Hansel and Gretel

Kneehigh Theatre
Everyman Theatre
17th March - 3rd April 2010

Reviewed by Nadia Baha

Do you remember the time when you liked reading fairytales or when someone read fairytales to you? I always loved it. I admit, some bits scared me but all the bad people died or disappeared in the end, and my little world was safe again. Funny, but somehow politics works like that. But there are hardly ever happy endings. It is hard to tell who are the good guys and who are the bad ones.

In fairytales it is an easy task. The good-hearted wood cutter family is good, they help everyone and look after their children. Everything is ok in their world, until storms and bad harvest leave them with too little food to survive. So the parents send their children in the forest and leave them. There is no such thing as social services in a fairytale so they get away with it, and we know they only do that because they love their children so much and couldn’t feed them if they stayed with them. If the family lived in Africa would the parents let Madonna adopt their children?

Of course, the witch is bad and wants to eat Hansel; we all know the story. They can escape and take all the food they can carry from the witch’s house. Happy ending, applause, curtain.

The play is much more than an excellent adaption of the famous fairytale. It is a clever piece of theatre with excellent music that reminded me of the Tiger Lillies. In the booklet it says: ”Hansel and Gretel is a show about home, about the need for it, the quest for it and the loss of it. Home sometimes presents itself in the most surprising forms and at the most surprising times. Keep looking and keep an eye out for those who want to take it from you, the world can be full of sugary imitation.”

It was very easy to judge whether this was a good or a bad play. I loved it.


* Work instruction *
Out of the lines below, please list those that hold the string "grasshopper".

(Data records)

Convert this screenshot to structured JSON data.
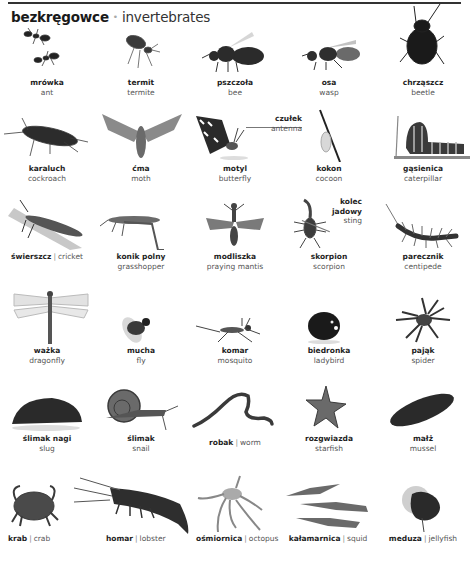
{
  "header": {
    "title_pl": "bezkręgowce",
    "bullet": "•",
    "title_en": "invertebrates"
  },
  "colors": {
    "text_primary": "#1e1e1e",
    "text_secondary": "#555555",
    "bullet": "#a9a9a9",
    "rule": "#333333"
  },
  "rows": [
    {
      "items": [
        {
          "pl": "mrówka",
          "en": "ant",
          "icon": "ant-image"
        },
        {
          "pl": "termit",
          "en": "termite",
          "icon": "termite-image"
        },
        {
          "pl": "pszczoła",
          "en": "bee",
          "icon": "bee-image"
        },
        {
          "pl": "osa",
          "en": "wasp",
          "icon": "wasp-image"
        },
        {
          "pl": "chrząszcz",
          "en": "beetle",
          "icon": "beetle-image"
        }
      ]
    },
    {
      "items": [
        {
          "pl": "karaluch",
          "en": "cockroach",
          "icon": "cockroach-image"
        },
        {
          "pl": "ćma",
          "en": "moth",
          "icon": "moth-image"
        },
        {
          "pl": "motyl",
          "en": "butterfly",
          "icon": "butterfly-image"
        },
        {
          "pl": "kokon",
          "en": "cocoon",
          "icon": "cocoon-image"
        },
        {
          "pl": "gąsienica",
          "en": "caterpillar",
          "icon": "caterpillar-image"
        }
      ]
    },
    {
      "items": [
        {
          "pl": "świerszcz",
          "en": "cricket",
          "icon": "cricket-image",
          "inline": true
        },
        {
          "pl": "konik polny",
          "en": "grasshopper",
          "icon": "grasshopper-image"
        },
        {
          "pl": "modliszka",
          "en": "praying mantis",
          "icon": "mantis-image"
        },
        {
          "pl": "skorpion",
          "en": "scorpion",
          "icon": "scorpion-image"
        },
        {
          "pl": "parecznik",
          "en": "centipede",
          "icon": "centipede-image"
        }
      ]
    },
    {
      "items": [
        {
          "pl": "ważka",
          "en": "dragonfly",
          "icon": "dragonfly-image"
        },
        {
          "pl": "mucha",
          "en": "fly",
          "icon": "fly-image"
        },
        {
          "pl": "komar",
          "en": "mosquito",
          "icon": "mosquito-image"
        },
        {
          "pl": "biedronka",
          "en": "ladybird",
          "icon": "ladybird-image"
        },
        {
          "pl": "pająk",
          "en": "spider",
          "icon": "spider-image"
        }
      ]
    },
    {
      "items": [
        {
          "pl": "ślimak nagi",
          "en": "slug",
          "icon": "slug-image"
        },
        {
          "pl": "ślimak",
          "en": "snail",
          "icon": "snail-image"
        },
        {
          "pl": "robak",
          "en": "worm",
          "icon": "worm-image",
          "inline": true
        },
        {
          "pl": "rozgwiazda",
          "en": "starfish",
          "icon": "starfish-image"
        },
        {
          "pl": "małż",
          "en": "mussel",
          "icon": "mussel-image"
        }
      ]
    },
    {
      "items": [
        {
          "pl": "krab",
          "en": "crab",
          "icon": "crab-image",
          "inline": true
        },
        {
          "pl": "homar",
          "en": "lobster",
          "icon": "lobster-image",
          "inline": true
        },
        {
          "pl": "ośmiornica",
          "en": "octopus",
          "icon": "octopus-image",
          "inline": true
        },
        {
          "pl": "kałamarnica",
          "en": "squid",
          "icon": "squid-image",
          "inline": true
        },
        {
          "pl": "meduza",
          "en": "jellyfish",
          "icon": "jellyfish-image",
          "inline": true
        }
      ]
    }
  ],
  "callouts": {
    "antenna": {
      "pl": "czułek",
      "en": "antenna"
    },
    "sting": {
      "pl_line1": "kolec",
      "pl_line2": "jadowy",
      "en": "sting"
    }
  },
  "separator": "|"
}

* * *

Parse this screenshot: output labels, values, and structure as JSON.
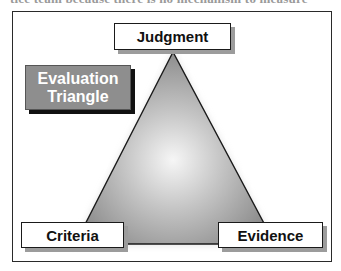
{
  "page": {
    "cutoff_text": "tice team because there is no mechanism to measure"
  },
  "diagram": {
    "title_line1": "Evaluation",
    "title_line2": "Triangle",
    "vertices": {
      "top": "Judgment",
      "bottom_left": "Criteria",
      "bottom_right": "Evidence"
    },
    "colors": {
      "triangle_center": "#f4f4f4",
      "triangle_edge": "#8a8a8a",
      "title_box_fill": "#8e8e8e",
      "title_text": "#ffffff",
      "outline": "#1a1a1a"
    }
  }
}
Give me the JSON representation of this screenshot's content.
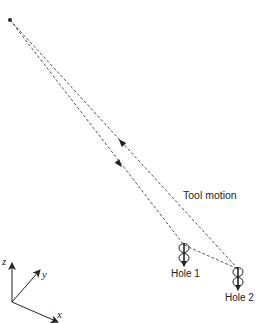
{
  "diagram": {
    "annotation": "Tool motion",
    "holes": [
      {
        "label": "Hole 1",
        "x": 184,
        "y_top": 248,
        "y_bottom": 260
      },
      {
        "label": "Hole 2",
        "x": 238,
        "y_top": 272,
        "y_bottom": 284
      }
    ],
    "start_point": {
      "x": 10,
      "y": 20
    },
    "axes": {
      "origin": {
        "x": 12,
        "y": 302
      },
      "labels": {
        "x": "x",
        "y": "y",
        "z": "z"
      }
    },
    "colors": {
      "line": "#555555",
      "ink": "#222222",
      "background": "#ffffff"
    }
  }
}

* * *

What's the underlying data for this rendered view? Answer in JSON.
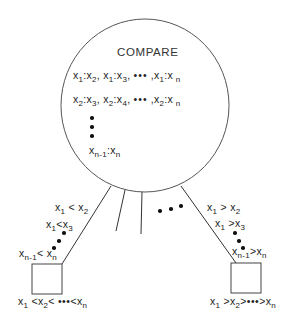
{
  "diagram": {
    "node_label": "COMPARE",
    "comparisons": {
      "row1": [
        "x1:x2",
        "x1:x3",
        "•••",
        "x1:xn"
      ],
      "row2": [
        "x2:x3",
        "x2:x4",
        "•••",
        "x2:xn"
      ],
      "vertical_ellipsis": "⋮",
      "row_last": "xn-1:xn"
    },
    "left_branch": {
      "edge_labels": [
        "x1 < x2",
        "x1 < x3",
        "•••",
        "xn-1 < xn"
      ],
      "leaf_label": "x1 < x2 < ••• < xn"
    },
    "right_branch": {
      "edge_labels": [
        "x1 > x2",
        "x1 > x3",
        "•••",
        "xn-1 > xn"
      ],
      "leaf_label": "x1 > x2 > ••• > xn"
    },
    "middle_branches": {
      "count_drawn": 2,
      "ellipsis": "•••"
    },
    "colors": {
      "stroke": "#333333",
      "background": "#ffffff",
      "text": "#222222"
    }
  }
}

* Output of the exercise *
          "en": "grasshopper",
          "icon": "grasshopper-image"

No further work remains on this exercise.